Top new positions opened / strongest buys:
PLTR put
NVDA put
Pfizer (PFE) call
Halliburton (HAL) call
Molina Healthcare (MOH)
Positions sold:
UNH call
Regeneron
Lululemon
Meta
Estee Lauder
→ Highlight: Scion is short Palantir and Nvidia on a large scale (measured by notional asset value in 13F reports).
Reasons Burry is betting against many AI companies:
Burry publicly states:
AI conglomerates are inflating earnings,
Accounting fraud by extending asset lives to beautify earnings,
Forecasts that large companies will understate depreciation by up to $176 billion in 2026–2028.
According to Burry:
Meta may inflate earnings ~20%
Oracle ~27%,
And “many companies are doing the same”
→ Q3/2025 marks the “closure” of Scion as a hedge fund. Small portfolio – volatile – focused on short tech positions shows Burry standing completely opposite to the rest of the AI market.
Part V. Notes for individual investors
Tracking 13F always provides interesting insights: understanding how big funds pivot, finding common bets, or spotting emerging stories like FIGR this quarter.
However, like every previous quarter, this is the time to reiterate a core point: copying hedge fund trades is a bad strategy.
Even the world's best investors are not right all the time. Shooting 3-pointers is the same: Steph Curry – the best – still misses more than half the time. In the market, there are no “sure bets”, even with famous funds.
More important than the portfolio is your behavior.
As Peter Lynch once said: “Understand what you own and why you own it.”
Conviction is what helps you hold firm through volatile periods. And that conviction only comes from your own research, not borrowed from others. Ian Cassel summed this up perfectly:
“You can borrow ideas, but you cannot borrow conviction.
Do your own homework to know when to sell – and when to continue holding.”
Conclusion
Q3/2025 closes with one of the most polarized pictures since the start of the AI cycle.
On one side, Big Tech and AI infrastructure stocks continue to accelerate, attracting global capital; on the other side, high interest rates and inconsistent signals from the FED leave many other sectors almost “stuck in place”.

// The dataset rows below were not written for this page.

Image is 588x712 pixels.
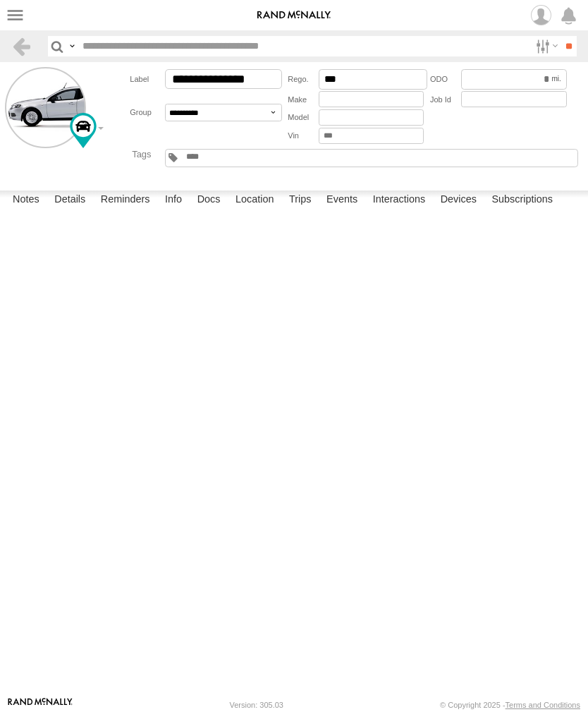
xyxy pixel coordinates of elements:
label: Docs [190,190,228,210]
img: rand-logo.svg [258,11,331,21]
label: Details [48,190,93,210]
a: Terms and Conditions [505,701,580,709]
label: Search Query [66,36,78,57]
label: Location [229,190,281,210]
label: Interactions [366,190,433,210]
label: Notes [6,190,47,210]
label: Info [158,190,189,210]
label: Trips [282,190,319,210]
a: Visit our Website [8,698,73,712]
label: Subscriptions [485,190,560,210]
label: Events [319,190,364,210]
label: Reminders [93,190,158,210]
label: Devices [434,190,484,210]
label: Search Filter Options [530,36,560,57]
div: © Copyright 2025 - [440,701,580,709]
div: Version: 305.03 [230,701,284,709]
a: Back to previous Page [12,36,32,57]
div: Change Map Icon [70,113,97,149]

But despite that noise, smart money flows stronger than ever into hedge funds.
Total hedge fund industry assets hit a record $5 trillion, while this quarter alone saw $34 billion in new capital – the highest since 2007.

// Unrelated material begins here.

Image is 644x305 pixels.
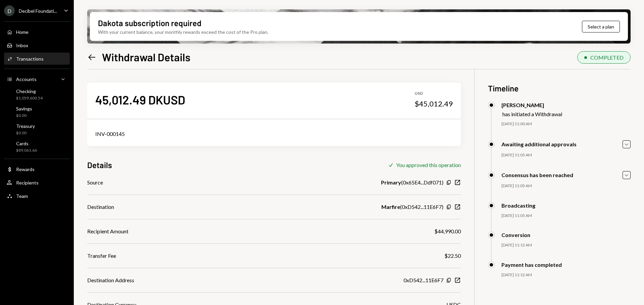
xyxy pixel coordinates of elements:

This is not just numbers; it reflects confidence that the AI and computing cycle – despite volatility – is still opening superior profit opportunities for those who bet at the right inflection points.
Diving into this quarter's 13F, we clearly see two trends:
(1) The AI – cloud framework continues to serve as the backbone in the portfolios of most large funds;
(2) Funds choose extremely different directions in assessing risks:
Berkshire buys Google,
Bridgewater exits Big Tech,
Tiger Cubs embrace tech IPOs,
Appaloosa increases bets on China,
Michael Burry completely turns his back on AI flows with controversial short positions.

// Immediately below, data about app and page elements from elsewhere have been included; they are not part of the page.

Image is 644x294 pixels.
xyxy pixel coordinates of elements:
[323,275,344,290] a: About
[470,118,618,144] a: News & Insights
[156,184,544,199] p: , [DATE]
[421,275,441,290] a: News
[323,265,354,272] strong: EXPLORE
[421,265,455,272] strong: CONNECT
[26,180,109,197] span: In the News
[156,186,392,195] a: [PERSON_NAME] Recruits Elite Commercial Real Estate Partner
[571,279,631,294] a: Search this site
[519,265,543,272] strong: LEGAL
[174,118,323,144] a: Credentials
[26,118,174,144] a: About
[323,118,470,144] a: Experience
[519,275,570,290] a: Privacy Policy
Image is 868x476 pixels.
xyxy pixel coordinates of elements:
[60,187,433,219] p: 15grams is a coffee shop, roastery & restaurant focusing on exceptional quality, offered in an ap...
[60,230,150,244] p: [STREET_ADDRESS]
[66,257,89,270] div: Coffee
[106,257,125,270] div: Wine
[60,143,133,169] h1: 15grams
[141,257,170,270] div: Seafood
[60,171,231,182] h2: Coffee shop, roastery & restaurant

That polarization makes Q3/2025 a quarter worth watching. It shows: even top names don't see the market the same way. And that's why individual investors shouldn't copy portfolios, but use 13F as a “reference map” to understand thinking – not trading signals.
In the long-term journey, what determines success is not buying the same stocks as a particular fund, but whether you truly understand why you own it.